In 1987, Sarkozy, who was married to his first wife at the time, met Cécilia Martin again and has said he felt "struck by lightning". Other sources, however, state that Sarkozy fell in love with the bride on their wedding day. Cécilia Martin left her husband to live with Sarkozy in 1988 and obtained a divorce three months later. Once Sarkozy had himself obtained a divorce in 1996, they married in Neuilly on 23 October 1996. The witnesses were Martin Bouygues and billionaire businessman Bernard Arnault. Six months later, on 23 April 1997, Cécilia Sarkozy gave birth to the couple's only child, Louis. Nicolas Sarkozy had two sons from his first marriage.
Nicolas Sarkozy once declared that Cécilia Sarkozy was his "strength and [his] Achilles' heel".[15] Nicolas Sarkozy wrote in his 2005 book, Testimony, "Today, Cécilia and I are reunited for good, for real, doubtless for ever ... [W]e are not able and do not know how to separate from each other." He has said his wife is his "true soulmate" and "the person without whom nothing I do would be possible". In July 2007, he said, "At the end of day, my only real worry is Cécilia."[16]
Rumors had circulated since Sarkozy's election as president in May 2007 that the couple had separated,[17] [18] and further rumors surfaced in the French media in October 2007 that they were soon expected to announce their plans to divorce.[19] On 18 October 2007 the Élysée Palace released a statement declaring that the Sarkozys "announce their separation by mutual consent". Shortly afterwards, the palace corrected the separation announcement by stating that the Sarkozys had actually officially divorced.[20]

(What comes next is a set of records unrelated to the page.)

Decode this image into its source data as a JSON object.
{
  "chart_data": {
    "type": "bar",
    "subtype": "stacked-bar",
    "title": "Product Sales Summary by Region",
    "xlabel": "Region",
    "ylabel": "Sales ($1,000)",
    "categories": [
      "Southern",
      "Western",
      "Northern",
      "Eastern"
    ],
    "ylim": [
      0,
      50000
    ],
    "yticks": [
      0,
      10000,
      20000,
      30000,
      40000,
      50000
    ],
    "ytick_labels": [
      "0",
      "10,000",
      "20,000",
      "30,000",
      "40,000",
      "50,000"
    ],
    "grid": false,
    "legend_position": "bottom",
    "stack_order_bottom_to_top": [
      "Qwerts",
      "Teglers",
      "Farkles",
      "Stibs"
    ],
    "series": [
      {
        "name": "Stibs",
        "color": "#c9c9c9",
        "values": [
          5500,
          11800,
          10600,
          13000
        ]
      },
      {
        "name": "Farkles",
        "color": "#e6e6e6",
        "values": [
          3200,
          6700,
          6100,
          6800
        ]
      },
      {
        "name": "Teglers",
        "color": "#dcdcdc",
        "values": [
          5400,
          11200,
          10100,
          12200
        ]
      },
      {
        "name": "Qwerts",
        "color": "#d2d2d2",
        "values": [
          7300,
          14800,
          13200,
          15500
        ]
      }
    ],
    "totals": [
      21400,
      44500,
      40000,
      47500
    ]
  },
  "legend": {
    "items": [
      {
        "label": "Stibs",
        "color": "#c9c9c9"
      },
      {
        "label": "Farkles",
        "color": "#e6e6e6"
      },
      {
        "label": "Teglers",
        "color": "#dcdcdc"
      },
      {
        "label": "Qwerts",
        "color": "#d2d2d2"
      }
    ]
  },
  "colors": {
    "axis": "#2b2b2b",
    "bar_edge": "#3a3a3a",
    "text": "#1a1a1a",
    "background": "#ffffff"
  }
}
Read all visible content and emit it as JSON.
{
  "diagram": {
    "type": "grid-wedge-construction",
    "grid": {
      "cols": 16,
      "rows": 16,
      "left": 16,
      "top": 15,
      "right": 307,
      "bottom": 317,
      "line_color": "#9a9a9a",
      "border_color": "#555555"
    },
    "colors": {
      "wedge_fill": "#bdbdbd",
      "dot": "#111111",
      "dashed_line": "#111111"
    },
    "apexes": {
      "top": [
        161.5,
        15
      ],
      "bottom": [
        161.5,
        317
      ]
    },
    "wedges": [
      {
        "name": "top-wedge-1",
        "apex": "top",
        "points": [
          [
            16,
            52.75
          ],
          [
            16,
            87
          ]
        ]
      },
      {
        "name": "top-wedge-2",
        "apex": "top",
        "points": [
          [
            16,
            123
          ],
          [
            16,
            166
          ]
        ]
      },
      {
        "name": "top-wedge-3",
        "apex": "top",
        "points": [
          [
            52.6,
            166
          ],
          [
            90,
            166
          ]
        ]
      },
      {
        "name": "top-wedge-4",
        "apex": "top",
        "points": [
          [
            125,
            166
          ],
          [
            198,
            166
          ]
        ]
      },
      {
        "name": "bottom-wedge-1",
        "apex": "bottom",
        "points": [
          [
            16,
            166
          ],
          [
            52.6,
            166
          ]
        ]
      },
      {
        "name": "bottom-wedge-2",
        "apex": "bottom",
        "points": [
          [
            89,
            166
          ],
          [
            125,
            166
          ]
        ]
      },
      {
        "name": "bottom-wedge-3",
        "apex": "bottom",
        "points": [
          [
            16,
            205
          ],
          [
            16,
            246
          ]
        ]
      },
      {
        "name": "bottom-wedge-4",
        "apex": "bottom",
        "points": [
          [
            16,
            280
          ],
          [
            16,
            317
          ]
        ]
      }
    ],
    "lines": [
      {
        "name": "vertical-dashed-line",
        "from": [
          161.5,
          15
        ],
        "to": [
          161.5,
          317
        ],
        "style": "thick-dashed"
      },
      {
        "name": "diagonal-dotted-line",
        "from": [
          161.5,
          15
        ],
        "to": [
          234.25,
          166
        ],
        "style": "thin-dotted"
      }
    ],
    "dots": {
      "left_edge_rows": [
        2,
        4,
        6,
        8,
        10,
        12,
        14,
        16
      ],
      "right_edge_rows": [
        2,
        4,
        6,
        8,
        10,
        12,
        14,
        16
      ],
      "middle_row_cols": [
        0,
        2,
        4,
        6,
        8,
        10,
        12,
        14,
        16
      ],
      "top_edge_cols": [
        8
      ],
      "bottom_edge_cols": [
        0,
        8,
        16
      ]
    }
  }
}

On 19 October 2007, an interview with Cécilia Sarkozy was published on the front page of L'Est Républicain, a regional French newspaper. In it, she admitted that she had run away with her lover, Richard Attias, in 2005 ("I met someone, I fell in love, I left") and that though she eventually returned to Sarkozy, they were unable to repair their marriage. "What happened to me has happened to millions of people: one day you no longer have your place in the couple. The couple is no longer the essential thing of your life. It no longer functions; it no longer works."[21]
She married Attias, Executive Chairman of The Experience, an events management company, on 23 March 2008, at Rockefeller Center in New York.[22]
In October 2008, Cécilia Attias announced the launch of the Cécilia Attias Foundation for Women, which "helps to actualize concrete improvement in the lives of women around the world by providing a strategic, financial, networking, and media platform for established nongovernmental organizations, social enterprises, and associations that champion the cause of women's equality and well-being."